Touch events on this bar don't work
(e.g. if I try to tap the "Back"
button through the overlay, nothing
happens)
This is the big thing. If touch events aren't being sent to the view, then what that means is that the OS doesn't see a view where you are pressing (or rather the view you want it to), so that view doesn't get the message to do something.
From what you have said, I believe your problem is with your base view controller that you just added. Try redoing the frame on, making it conform to where you want. Then take out the code you put in to set the navigation controllers frame. The navigation controller should fit to the view you added too, and once you have that main view where it needs to be (20 pixels higher apparently), then everything should work.
I am trying to create a mid-size screen for my app on iPad.

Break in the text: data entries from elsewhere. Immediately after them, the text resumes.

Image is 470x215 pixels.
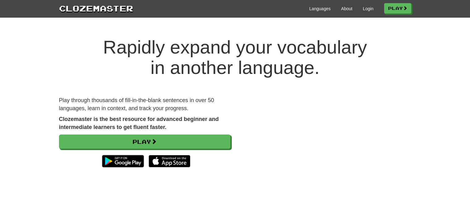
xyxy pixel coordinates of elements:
[384,3,412,14] a: Play
[59,96,231,112] p: Play through thousands of fill-in-the-blank sentences in over 50 languages, learn in context, and...
[59,134,231,149] a: Play
[59,2,133,14] a: Clozemaster
[309,6,331,12] a: Languages
[59,116,219,130] strong: Clozemaster is the best resource for advanced beginner and intermediate learners to get fluent fa...
[341,6,353,12] a: About
[149,155,190,167] img: Download_on_the_App_Store_Badge_US-UK_135x40-25178aeef6eb6b83b96f5f2d004eda3bffbb37122de64afbaef7...
[363,6,374,12] a: Login
[99,152,147,170] img: Get it on Google Play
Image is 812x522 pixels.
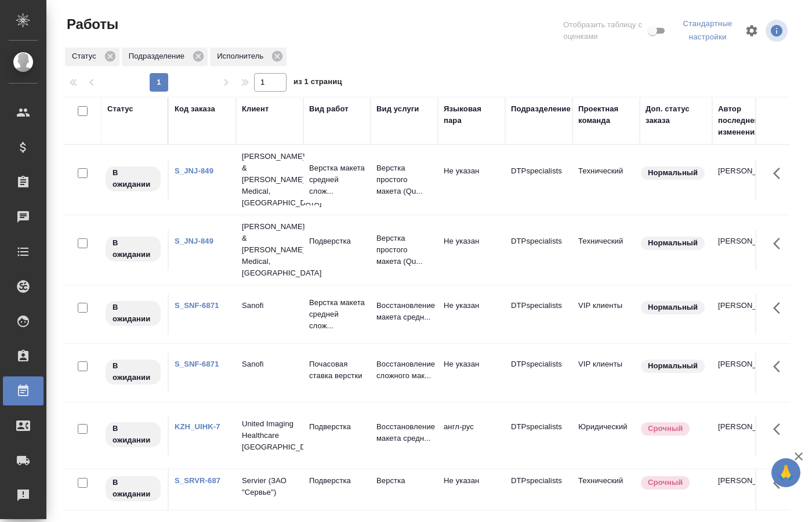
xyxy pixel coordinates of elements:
p: В ожидании [113,477,154,500]
p: Подразделение [129,50,189,62]
p: Верстка простого макета (Qu... [376,232,432,267]
button: 🙏 [772,458,801,487]
div: Исполнитель назначен, приступать к работе пока рано [104,475,162,502]
span: из 1 страниц [294,74,342,91]
div: Вид услуги [376,104,419,115]
p: Нормальный [648,302,698,313]
button: Здесь прячутся важные кнопки [767,353,794,380]
span: Посмотреть информацию [766,19,790,42]
p: Sanofi [242,359,298,370]
div: Исполнитель назначен, приступать к работе пока рано [104,299,162,327]
td: Не указан [438,230,505,270]
td: DTPspecialists [505,353,572,393]
p: [PERSON_NAME] & [PERSON_NAME] Medical, [GEOGRAPHIC_DATA] [242,221,298,279]
span: Работы [64,15,118,34]
td: DTPspecialists [505,469,572,510]
td: [PERSON_NAME] [712,230,780,270]
div: Подразделение [121,48,208,66]
td: DTPspecialists [505,415,572,456]
a: S_SNF-6871 [175,359,219,368]
button: Здесь прячутся важные кнопки [767,159,794,187]
p: Почасовая ставка верстки [309,359,365,381]
p: В ожидании [113,360,154,384]
p: В ожидании [113,237,154,261]
td: Технический [572,230,640,270]
td: Не указан [438,159,505,200]
p: Восстановление сложного мак... [376,359,432,381]
td: [PERSON_NAME] [712,159,780,200]
a: S_JNJ-849 [175,167,214,175]
div: Вид работ [309,104,349,115]
p: Подверстка [309,475,365,486]
p: Верстка [376,475,432,486]
span: Отобразить таблицу с оценками [563,19,645,42]
p: Sanofi [242,299,298,312]
p: В ожидании [113,167,154,190]
p: Срочный [648,422,682,435]
td: [PERSON_NAME] [712,294,780,334]
span: 🙏 [776,460,796,485]
td: Юридический [572,415,640,456]
td: [PERSON_NAME] [712,469,780,510]
div: Исполнитель назначен, приступать к работе пока рано [104,359,162,385]
p: Срочный [648,477,682,488]
div: Проектная команда [578,104,634,126]
p: Исполнитель [217,50,267,62]
td: Не указан [438,469,505,510]
div: Подразделение [511,104,571,115]
p: Восстановление макета средн... [376,421,432,444]
td: [PERSON_NAME] [712,415,780,456]
td: DTPspecialists [505,230,572,270]
p: В ожидании [113,302,154,325]
td: Не указан [438,353,505,393]
td: Технический [572,159,640,200]
a: S_JNJ-849 [175,236,214,245]
div: Клиент [242,104,269,115]
p: United Imaging Healthcare [GEOGRAPHIC_DATA] [242,418,298,453]
div: Доп. статус заказа [645,104,707,126]
div: Исполнитель назначен, приступать к работе пока рано [104,236,162,263]
p: В ожидании [113,422,154,446]
td: англ-рус [438,415,505,456]
span: Настроить таблицу [738,17,766,45]
a: KZH_UIHK-7 [175,422,220,431]
p: Нормальный [648,237,698,248]
button: Здесь прячутся важные кнопки [767,469,794,497]
p: Servier (ЗАО "Сервье") [242,475,298,498]
p: Верстка простого макета (Qu... [376,163,432,197]
div: Языковая пара [444,104,500,126]
td: VIP клиенты [572,353,640,393]
a: S_SNF-6871 [175,301,219,310]
td: [PERSON_NAME] [712,353,780,393]
div: Автор последнего изменения [718,104,774,138]
button: Здесь прячутся важные кнопки [767,294,794,322]
div: split button [678,15,738,46]
td: VIP клиенты [572,294,640,334]
p: Подверстка [309,236,365,247]
button: Здесь прячутся важные кнопки [767,230,794,257]
a: S_SRVR-687 [175,476,220,485]
div: Исполнитель назначен, приступать к работе пока рано [104,421,162,448]
p: Верстка макета средней слож... [309,297,365,332]
div: Статус [65,48,120,66]
td: Технический [572,469,640,510]
p: Подверстка [309,421,365,433]
div: Статус [108,104,134,115]
p: Нормальный [648,360,698,371]
p: Статус [72,50,100,62]
div: Исполнитель назначен, приступать к работе пока рано [104,165,162,193]
p: Нормальный [648,167,698,179]
p: [PERSON_NAME] & [PERSON_NAME] Medical, [GEOGRAPHIC_DATA] [242,151,298,209]
div: Исполнитель [210,48,287,66]
p: Верстка макета средней слож... [309,163,365,197]
td: Не указан [438,294,505,334]
p: Восстановление макета средн... [376,299,432,323]
div: Код заказа [175,104,215,115]
td: DTPspecialists [505,294,572,334]
button: Здесь прячутся важные кнопки [767,415,794,443]
td: DTPspecialists [505,159,572,200]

In didFinishLaunchingWithOptions(), I do this:
CGRect winRect = CGRectMake(100,100,500,500);
navController.view.frame = winRect;
the screen comes up fine and I can click around and do stuff until the orientation changes. It takes the screen to original full size - how can I make it stick to my winRect frame? I tried setting the parentViewController.view.frame/view.frame to winRect in willRotateToInterfaceOrientation() but no good.
Any ideas?
Thanks.
Generally, you shouldn't mess with the frame of a view controller's view. View controllers tend to resize their views on many occasions, for example when toolbars and navigation bars are hidden or made visible or when the interface orientation changes.
For custom-sized views, create a separate view, set its frame to your custom size and add it as a subview to your view controller's view.